Georgia Rep. Mack Jackson, D-Sandersville, looks at a map of proposed state House districts before a House hearing, Nov. 29, 2023, at the state Capitol in Atlanta.
Jeff Amy | AP
A federal judge on Wednesday upheld new Georgia congressional and legislative voting districts that protected Republican partisan advantages, saying the creation of new majority-Black voting districts set up illegal minority vote dilution that led him to order the maps to be redrawn.
United States District Judge Steve Jones, in three separate but similar orders, rejected claims that the new maps did not do enough to help Black voters. Jones said he can’t interfere with legislative options, even as Republicans move to protect their power.
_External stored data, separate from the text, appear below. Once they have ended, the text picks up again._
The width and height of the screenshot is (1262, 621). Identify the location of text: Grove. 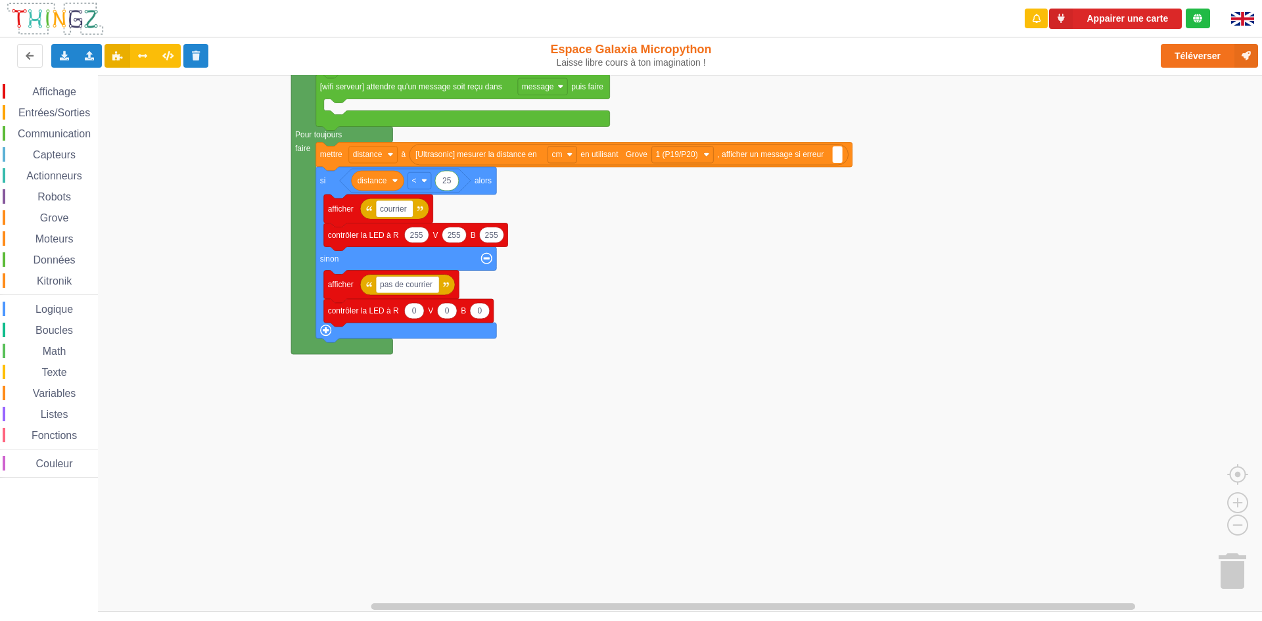
(636, 155).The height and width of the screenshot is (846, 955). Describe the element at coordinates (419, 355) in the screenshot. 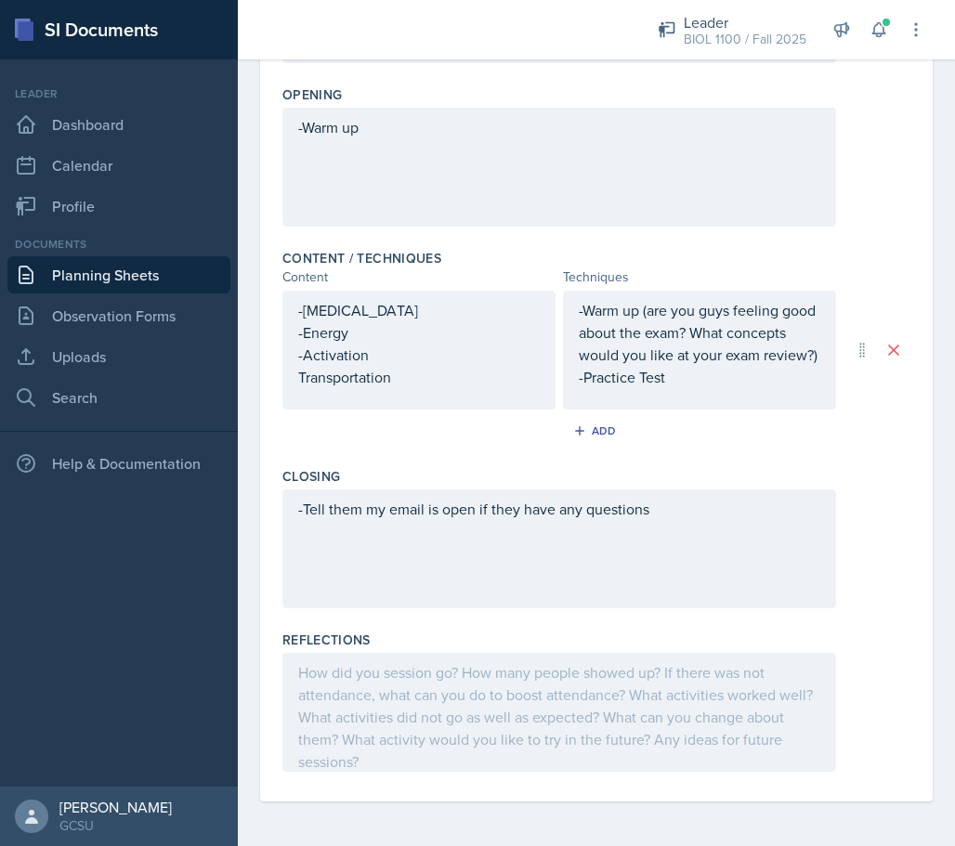

I see `p: -Activation` at that location.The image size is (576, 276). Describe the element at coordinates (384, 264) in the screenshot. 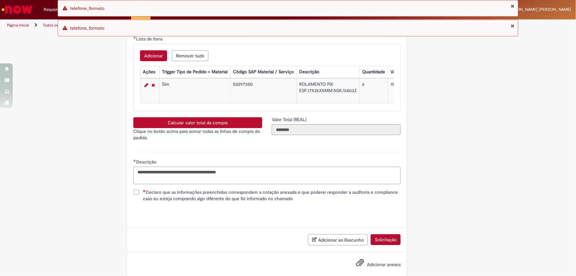

I see `span: Adicionar anexos` at that location.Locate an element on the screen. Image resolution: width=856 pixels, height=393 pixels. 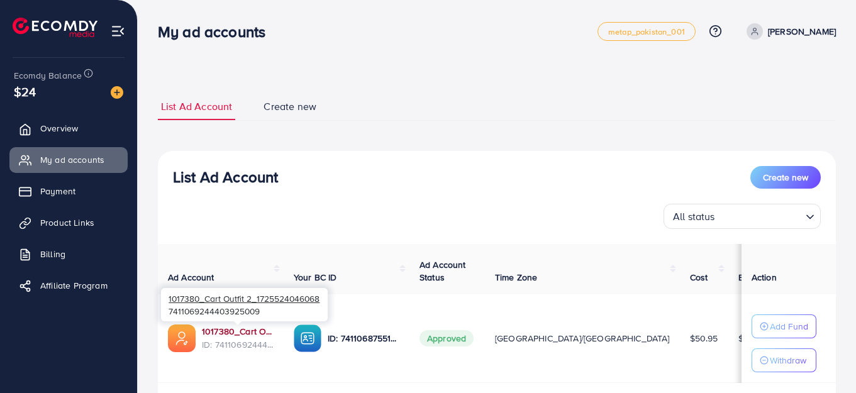
span: Product Links is located at coordinates (67, 223).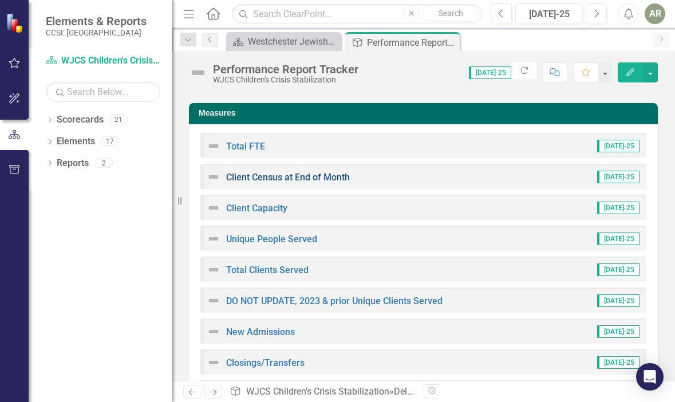 This screenshot has height=402, width=675. I want to click on span: Elements & Reports, so click(96, 21).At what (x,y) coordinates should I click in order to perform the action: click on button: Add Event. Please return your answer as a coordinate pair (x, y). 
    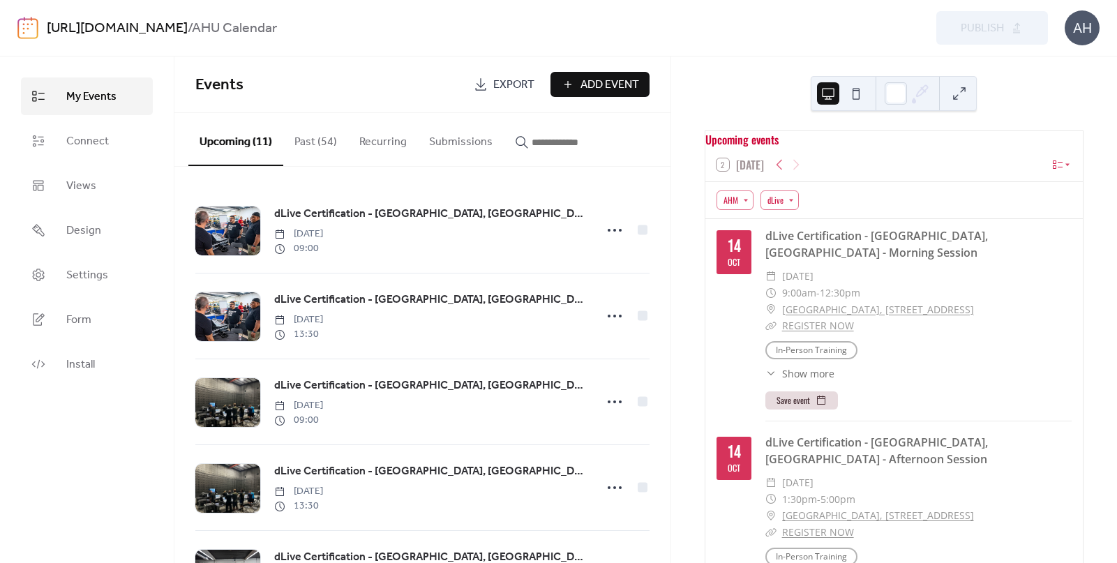
    Looking at the image, I should click on (600, 84).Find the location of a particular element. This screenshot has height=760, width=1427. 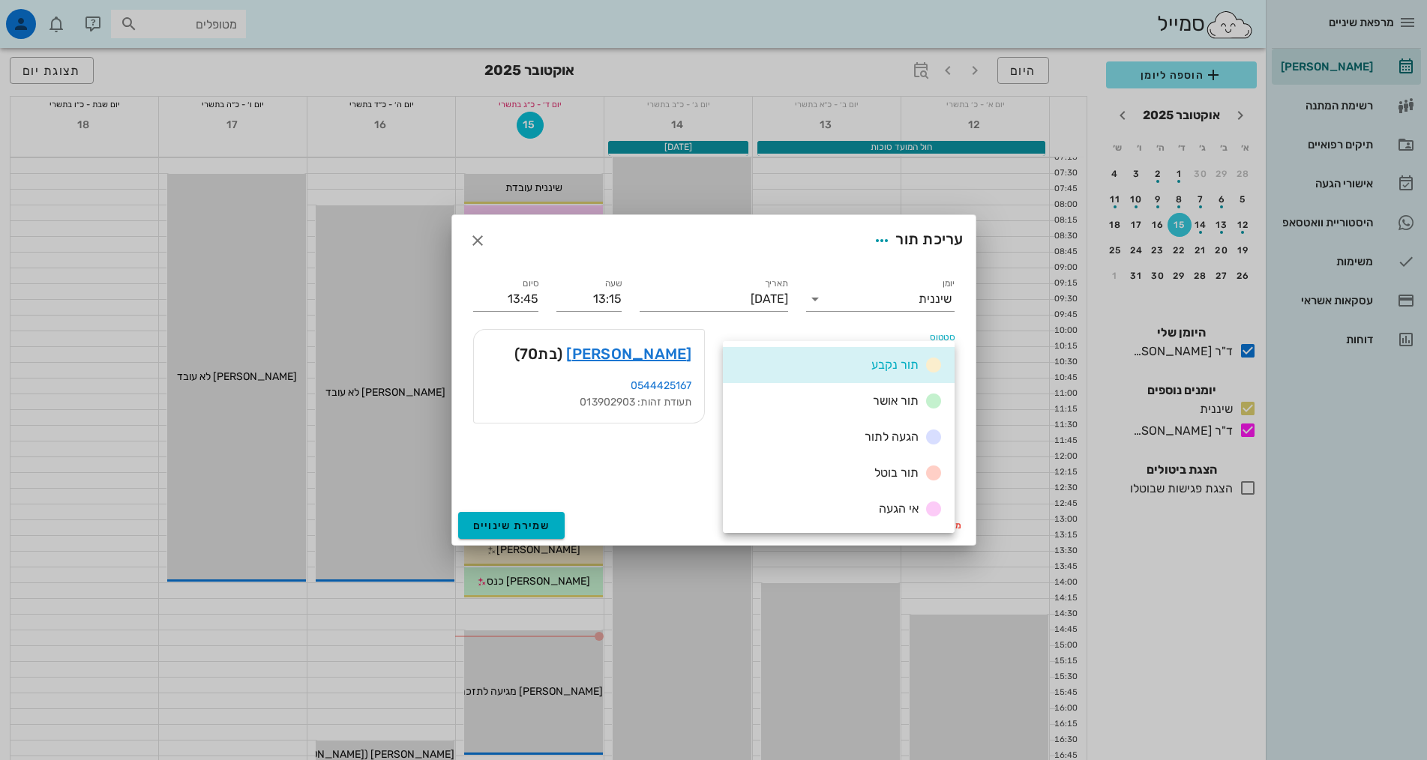

div: עריכת תור is located at coordinates (916, 241). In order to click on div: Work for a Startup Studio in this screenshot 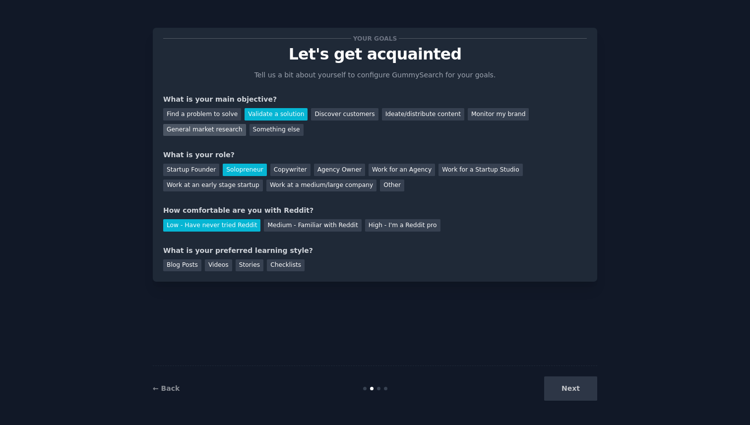, I will do `click(480, 170)`.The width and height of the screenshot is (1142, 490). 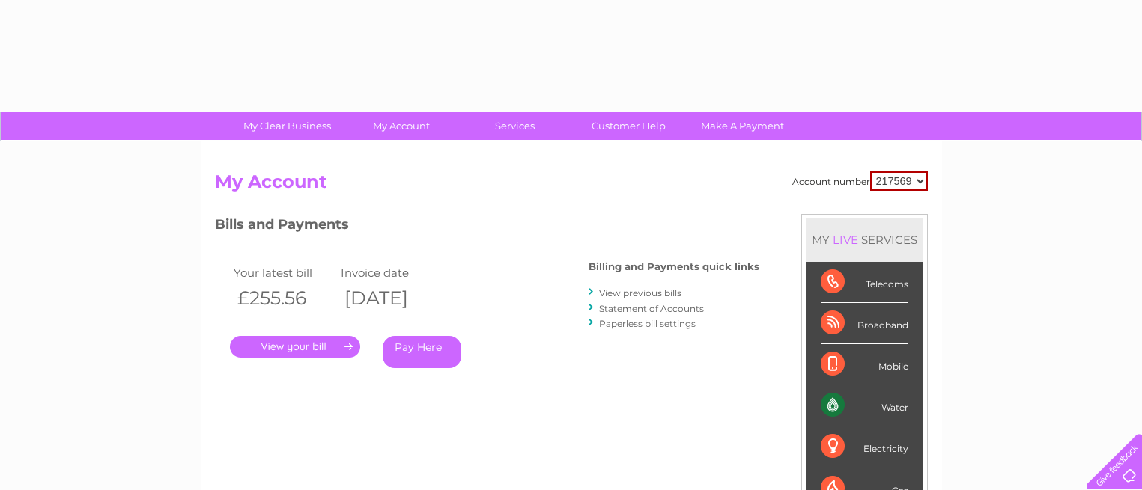 What do you see at coordinates (742, 126) in the screenshot?
I see `a: Make A Payment` at bounding box center [742, 126].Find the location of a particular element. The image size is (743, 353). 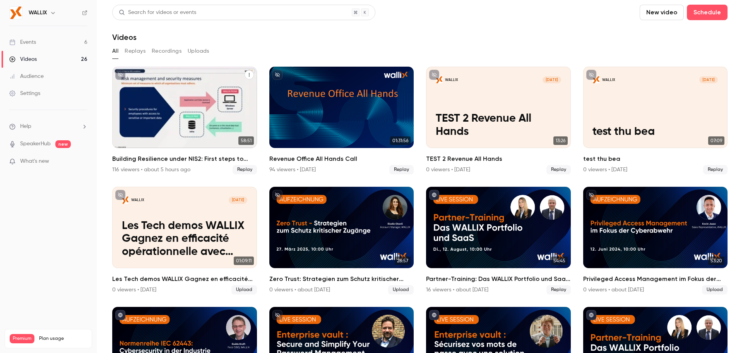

The maps were redrawn during a recent special session of the legislature after Jones ruled in October that an earlier set of maps illegally disadvantaged Black voters.
The approval of the maps sets the stage for them to be used in the upcoming elections in 2024. They are likely to maintain the same 9-5 Republican majority in Georgia’s 14 congressional seats, while also maintaining majorities of the GOP in the state Senate and House.
The maps added Black-majority districts that Jones placed the order in October, including one in Congress, two in the state Senate and five in the state House. But they would radically reconfigure some Democratic-held districts without Black majorities, including Democratic US Rep. 7th District. Lucy McBath in the suburbs of Atlanta.
McBath promised to stay in the House. “I will not let the Republicans decide if my time in Congress is up,” he wrote in a fundraising email Thursday. But that means he will likely have to seek to run in a new district for a second straight election, after Republicans kicked him out of the district he originally won.